Australia’s compulsory superannuation system is entering a new phase where bigger does not automatically mean safer or stickier. Over the next decade, consulting forecasts suggest the number of super funds will shrink from about 75 today to roughly 30 as mergers accelerate and weaker players get absorbed or forced out. The result is a landscape dominated by mega funds that grew up focusing on strong long-term returns and low fees but are now being tested by scandals, changing regulations and a wave of Australians moving from saving to drawing down their super.
Those mergers look set to create “blockbuster” funds, with the typical fund’s assets under management expected to jump from around $39 billion now to about $161 billion by 2035. At the very top end, Australia is on track for its first trillion dollar super fund within the next decade, with the current largest industry fund already managing more than $400 billion for millions of members and signalling it could cross the $1 trillion mark before 2035. However, while funds get bigger they are also seeing meaningful outflows as members nearing retirement shift money to platforms that work closely with financial advisers and that attract them with tailored advice, flexibility and more personalised service.
The competitive pressure is showing up in the numbers. Some of the country’s largest industry funds have recorded net outflows in the 2025 financial year as members rolled their balances into alternative providers. Listed platform operators are the clear beneficiaries, with one major platform drawing in more than $7 billion of net flows from these switches and another adding about $4 billion over the same period. Research from a major consulting firm indicates platforms currently hold only around 6% of all super accounts, yet they are capturing roughly 42% of new retirement account inflows and this underscores how strongly pre-retirees and retirees are gravitating toward adviser-aligned options.
This shift is unfolding while the policy framework for advice inside super funds lags behind member needs. Mainstream funds are still constrained in the type and depth of advice they can offer under existing rules, even as more Australians grapple with complex decisions about timing retirement, drawing an income and managing longevity risk. The federal government has considered allowing funds to give more limited personal advice but that reform now seems delayed as attention turns to rebuilding trust after several high profile failures in the sector that cost about 12,000 investors roughly $1 billion of retirement savings. These collapses occurred via products made available on multiple platforms and this has prompted fresh scrutiny of governance and product selection across the advice and platform ecosystem.
In response, platform providers appear to be tightening up their investment menus. Industry analysis suggests platforms could remove up to 20% of available investment options after current governance reviews and aim to cut weaker or higher risk offerings while simplifying choice for advisers and clients. One major banking group’s platform has already drastically pared back its menu and has trimmed hundreds of options, while a prominent trustee business is part way through its own review and is expected to make similar cuts. The broader direction seems to be towards fewer and better scrutinised options, though how this balance between choice, oversight and innovation plays out will shape whether platforms can sustain their current edge over super funds in the retirement market.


GOAL OF THE EXERCISE - The expected response is a copy of every line in the entries below that includes the word "chart".

·····

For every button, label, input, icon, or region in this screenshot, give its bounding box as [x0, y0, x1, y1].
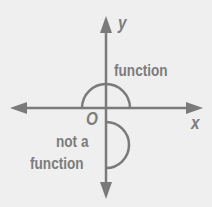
- not-a-label: not a: [56, 133, 88, 151]
- function-label: function: [114, 62, 168, 80]
- y-axis-label: y: [118, 14, 127, 32]
- y-axis-down-arrow-icon: [100, 182, 112, 199]
- origin-label: O: [86, 110, 98, 128]
- y-axis-up-arrow-icon: [100, 16, 112, 33]
- x-axis-left-arrow-icon: [10, 102, 27, 114]
- diagram-graphic: [0, 0, 212, 207]
- not-function-semicircle: [106, 122, 129, 168]
- coordinate-diagram: y x O function not a function: [0, 0, 212, 207]
- x-axis-label: x: [191, 114, 200, 132]
- function-label-2: function: [30, 155, 84, 173]
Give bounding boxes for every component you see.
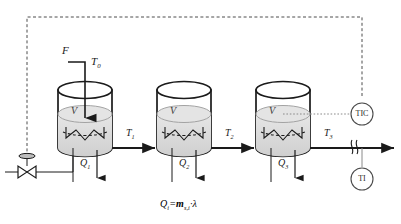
tank-1-outlet-temperature-label: T1 [126,128,135,140]
feed-flow-label: F [62,45,69,56]
tank-3-heat-duty-label: Q3 [278,158,288,170]
tic-tag-label[interactable]: TIC [350,110,374,118]
tank-2-heat-duty-label: Q2 [179,158,189,170]
tank-3-outlet-temperature-label: T3 [324,128,333,140]
tank-2-volume-label: V [170,106,176,116]
tank-1-heat-duty-label: Q1 [80,158,90,170]
tank-2-outlet-temperature-label: T2 [225,128,234,140]
tank-3-volume-label: V [269,106,275,116]
heat-duty-equation: Qi=ms,i·λ [160,198,197,211]
steam-control-valve[interactable] [5,153,45,178]
feed-temperature-label: T0 [91,56,101,70]
diagram-canvas: F T0 V V V T1 T2 T3 Q1 Q2 Q3 TIC TI Qi=m… [0,0,401,224]
diagram-graphics [0,0,401,224]
ti-tag-label[interactable]: TI [350,175,374,183]
tank-1-volume-label: V [71,106,77,116]
process-outlet-line [310,140,394,154]
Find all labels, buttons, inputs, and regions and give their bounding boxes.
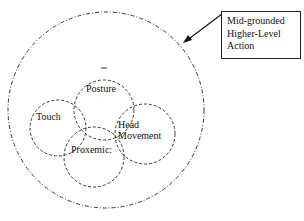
- touch-label: Touch: [36, 111, 61, 122]
- callout-box: Mid-grounded Higher-Level Action: [221, 11, 301, 59]
- callout-line-1: Mid-grounded: [227, 15, 300, 28]
- head-movement-label-line1: Head: [118, 119, 161, 130]
- outer-circle: [8, 12, 204, 208]
- callout-line-2: Higher-Level: [227, 28, 300, 41]
- head-movement-label-line2: Movement: [118, 130, 161, 141]
- callout-line-3: Action: [227, 40, 300, 53]
- posture-label: Posture: [86, 83, 116, 94]
- proxemics-label: Proxemic:: [71, 144, 112, 155]
- arrow-head-icon: [183, 35, 192, 43]
- callout-arrow: [186, 14, 222, 41]
- head-movement-label: Head Movement: [118, 119, 161, 141]
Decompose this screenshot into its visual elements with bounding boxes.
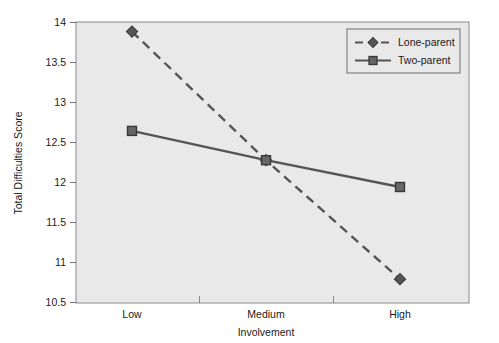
legend-label-two-parent: Two-parent: [398, 54, 451, 66]
line-chart: 14 13.5 13 12.5 12 11.5 11 10.5 Total Di…: [0, 0, 499, 343]
series-two-parent-marker-low: [128, 126, 137, 135]
series-two-parent-marker-medium: [262, 156, 271, 165]
y-tick-label-11: 11: [55, 256, 66, 268]
y-tick-label-12: 12: [54, 176, 66, 188]
chart-legend: Lone-parent Two-parent: [347, 29, 460, 73]
x-axis-title: Involvement: [238, 326, 295, 338]
y-tick-label-13-5: 13.5: [46, 56, 67, 68]
chart-figure: 14 13.5 13 12.5 12 11.5 11 10.5 Total Di…: [0, 0, 499, 343]
y-tick-label-14: 14: [54, 16, 66, 28]
x-tick-label-high: High: [389, 308, 411, 320]
x-tick-label-low: Low: [122, 308, 142, 320]
y-tick-label-11-5: 11.5: [46, 216, 66, 228]
legend-marker-square-icon: [369, 57, 377, 65]
y-tick-label-10-5: 10.5: [46, 296, 67, 308]
y-tick-label-13: 13: [54, 96, 66, 108]
y-tick-label-12-5: 12.5: [46, 136, 67, 148]
legend-label-lone-parent: Lone-parent: [398, 36, 455, 48]
y-axis-title: Total Difficulties Score: [12, 111, 24, 214]
x-tick-label-medium: Medium: [247, 308, 285, 320]
series-two-parent-marker-high: [396, 183, 405, 192]
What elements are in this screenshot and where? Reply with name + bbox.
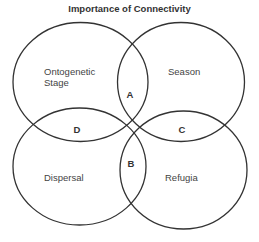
intersection-label-b: B	[128, 158, 135, 169]
set-label-ontogenetic-stage: Ontogenetic Stage	[44, 66, 95, 88]
set-label-dispersal: Dispersal	[44, 172, 84, 183]
set-label-season: Season	[168, 66, 200, 77]
venn-diagram	[0, 0, 259, 242]
set-label-line2: Stage	[44, 77, 95, 88]
intersection-label-d: D	[74, 124, 81, 135]
set-label-line1: Ontogenetic	[44, 66, 95, 77]
intersection-label-c: C	[179, 124, 186, 135]
set-label-refugia: Refugia	[165, 172, 198, 183]
intersection-label-a: A	[127, 89, 134, 100]
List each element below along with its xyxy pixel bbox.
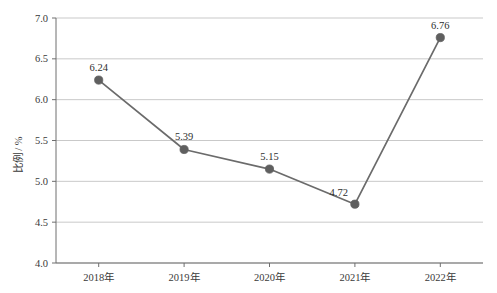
data-point-value-label: 6.76: [431, 20, 449, 31]
chart-canvas: 7.06.56.05.55.04.54.0 6.245.395.154.726.…: [0, 0, 497, 293]
line-chart: 7.06.56.05.55.04.54.0 6.245.395.154.726.…: [0, 0, 497, 293]
y-axis-tick-label: 5.5: [35, 135, 48, 146]
x-axis-category-label: 2018年: [83, 271, 114, 283]
data-point-marker: [351, 200, 359, 208]
y-axis-tick-label: 6.0: [35, 94, 48, 105]
data-point-marker: [95, 76, 103, 84]
data-point-value-label: 5.15: [260, 151, 278, 162]
data-point-value-label: 4.72: [330, 187, 348, 198]
x-axis-category-label: 2021年: [339, 271, 370, 283]
y-axis-tick-label: 4.5: [35, 217, 48, 228]
y-axis-tick-label: 6.5: [35, 53, 48, 64]
data-point-marker: [265, 165, 273, 173]
y-axis-tick-label: 7.0: [35, 13, 48, 24]
x-axis-category-label: 2022年: [425, 271, 456, 283]
data-point-marker: [436, 34, 444, 42]
x-axis-category-label: 2020年: [254, 271, 285, 283]
data-point-value-label: 5.39: [175, 131, 193, 142]
data-point-value-label: 6.24: [90, 62, 109, 73]
data-point-marker: [180, 145, 188, 153]
y-axis-tick-label: 5.0: [35, 176, 48, 187]
y-axis-title: 比例 / %: [12, 136, 24, 173]
x-axis-category-label: 2019年: [169, 271, 200, 283]
y-axis-tick-label: 4.0: [35, 258, 48, 269]
chart-background: [0, 0, 497, 293]
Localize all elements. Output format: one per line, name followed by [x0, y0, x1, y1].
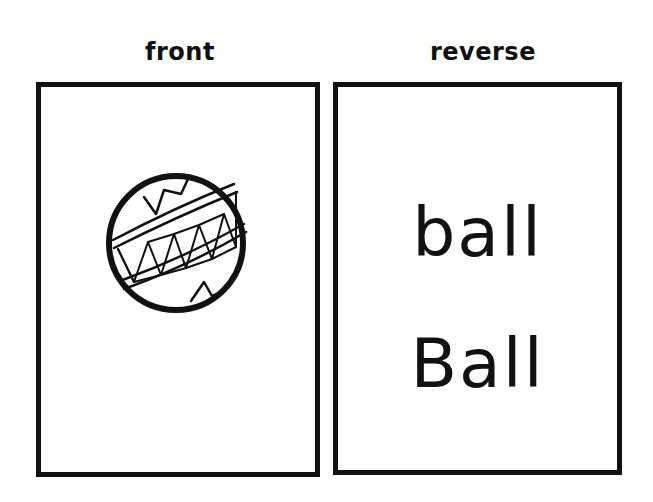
- lowercase-word: ball: [338, 199, 617, 267]
- front-label: front: [140, 38, 220, 66]
- front-card: [36, 82, 320, 477]
- reverse-card: ball Ball: [333, 82, 622, 475]
- capitalized-word: Ball: [338, 330, 617, 398]
- reverse-label: reverse: [430, 38, 530, 66]
- ball-icon: [36, 82, 320, 477]
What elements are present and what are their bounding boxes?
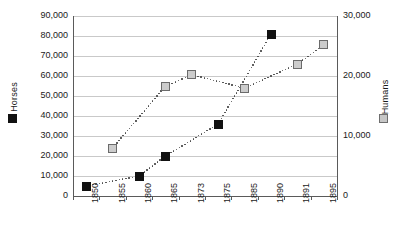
series-connector-dot: [302, 59, 303, 60]
series-connector-dot: [282, 70, 283, 71]
series-connector-dot: [270, 75, 271, 76]
series-connector-dot: [207, 78, 208, 79]
x-axis-tick-label: 1865: [169, 183, 179, 203]
series-connector-dot: [264, 78, 265, 79]
series-connector-dot: [149, 167, 150, 168]
series-connector-dot: [144, 171, 145, 172]
data-point-marker-humans: [108, 144, 117, 153]
series-connector-dot: [129, 128, 130, 129]
gridline: [73, 176, 337, 177]
series-connector-dot: [307, 56, 308, 57]
series-connector-dot: [224, 112, 225, 113]
left-axis-tick-label: 10,000: [16, 170, 68, 180]
x-axis-tick-label: 1873: [196, 183, 206, 203]
data-point-marker-horses: [267, 30, 276, 39]
series-connector-dot: [267, 39, 268, 40]
series-connector-dot: [139, 115, 140, 116]
series-connector-dot: [305, 58, 306, 59]
series-connector-dot: [219, 81, 220, 82]
gridline: [73, 116, 337, 117]
series-connector-dot: [158, 93, 159, 94]
series-connector-dot: [229, 104, 230, 105]
series-connector-dot: [154, 163, 155, 164]
chart-container: Horses Humans 010,00020,00030,00040,0005…: [0, 0, 397, 240]
series-connector-dot: [190, 140, 191, 141]
series-connector-dot: [178, 80, 179, 81]
series-connector-dot: [141, 113, 142, 114]
gridline: [73, 76, 337, 77]
series-connector-dot: [125, 178, 126, 179]
series-connector-dot: [254, 61, 255, 62]
series-connector-dot: [95, 183, 96, 184]
series-connector-dot: [244, 78, 245, 79]
series-connector-dot: [231, 101, 232, 102]
series-connector-dot: [173, 150, 174, 151]
series-connector-dot: [265, 42, 266, 43]
series-connector-dot: [185, 77, 186, 78]
series-connector-dot: [206, 130, 207, 131]
data-point-marker-horses: [135, 172, 144, 181]
series-connector-dot: [193, 138, 194, 139]
series-connector-dot: [112, 180, 113, 181]
series-connector-dot: [209, 128, 210, 129]
series-connector-dot: [118, 140, 119, 141]
left-axis-line: [73, 16, 74, 196]
left-axis-tick-label: 50,000: [16, 90, 68, 100]
right-axis-tick-label: 30,000: [343, 10, 395, 20]
series-connector-dot: [257, 56, 258, 57]
series-connector-dot: [133, 123, 134, 124]
series-connector-dot: [181, 78, 182, 79]
series-connector-dot: [259, 81, 260, 82]
series-connector-dot: [236, 92, 237, 93]
x-axis-tick-label: 1850: [90, 183, 100, 203]
series-connector-dot: [105, 182, 106, 183]
series-connector-dot: [216, 80, 217, 81]
series-connector-dot: [210, 79, 211, 80]
data-point-marker-humans: [293, 60, 302, 69]
x-axis-tickmark: [73, 196, 74, 200]
series-connector-dot: [152, 165, 153, 166]
series-connector-dot: [128, 177, 129, 178]
series-connector-dot: [262, 79, 263, 80]
series-connector-dot: [251, 67, 252, 68]
data-point-marker-humans: [319, 40, 328, 49]
series-connector-dot: [204, 132, 205, 133]
series-connector-dot: [228, 83, 229, 84]
gridline: [73, 56, 337, 57]
series-connector-dot: [285, 69, 286, 70]
series-connector-dot: [176, 149, 177, 150]
series-connector-dot: [148, 105, 149, 106]
data-point-marker-horses: [214, 120, 223, 129]
series-connector-dot: [262, 47, 263, 48]
x-axis-tick-label: 1860: [143, 183, 153, 203]
series-connector-dot: [231, 84, 232, 85]
left-axis-tick-label: 40,000: [16, 110, 68, 120]
series-connector-dot: [252, 64, 253, 65]
series-connector-dot: [242, 81, 243, 82]
series-connector-dot: [197, 76, 198, 77]
left-axis-tick-label: 0: [16, 190, 68, 200]
series-connector-dot: [259, 53, 260, 54]
right-axis-tick-label: 0: [343, 190, 395, 200]
series-connector-dot: [200, 76, 201, 77]
series-connector-dot: [201, 133, 202, 134]
series-connector-dot: [156, 95, 157, 96]
series-connector-dot: [249, 70, 250, 71]
left-axis-tick-label: 20,000: [16, 150, 68, 160]
series-connector-dot: [237, 90, 238, 91]
series-connector-dot: [264, 45, 265, 46]
data-point-marker-horses: [161, 152, 170, 161]
series-connector-dot: [222, 82, 223, 83]
x-axis-tick-label: 1895: [328, 183, 338, 203]
series-connector-dot: [157, 161, 158, 162]
series-connector-dot: [120, 137, 121, 138]
series-connector-dot: [144, 110, 145, 111]
series-connector-dot: [132, 177, 133, 178]
series-connector-dot: [115, 180, 116, 181]
series-connector-dot: [315, 50, 316, 51]
series-connector-dot: [310, 54, 311, 55]
series-connector-dot: [175, 81, 176, 82]
series-connector-dot: [154, 98, 155, 99]
left-axis-tick-label: 80,000: [16, 30, 68, 40]
series-connector-dot: [150, 103, 151, 104]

·····

WRITTEN REPLY -
line-chart: 14 13.5 13 12.5 12 11.5 11 10.5 Total Di…: [0, 0, 499, 343]
chart-legend: Lone-parent Two-parent: [347, 29, 460, 73]
chart-figure: 14 13.5 13 12.5 12 11.5 11 10.5 Total Di…: [0, 0, 499, 343]
chart-canvas: 7.06.56.05.55.04.54.0 6.245.395.154.726.…: [0, 0, 497, 293]
line-chart: 7.06.56.05.55.04.54.0 6.245.395.154.726.…: [0, 0, 497, 293]
chart-background: [0, 0, 497, 293]
chart-container: Horses Humans 010,00020,00030,00040,0005…: [0, 0, 397, 240]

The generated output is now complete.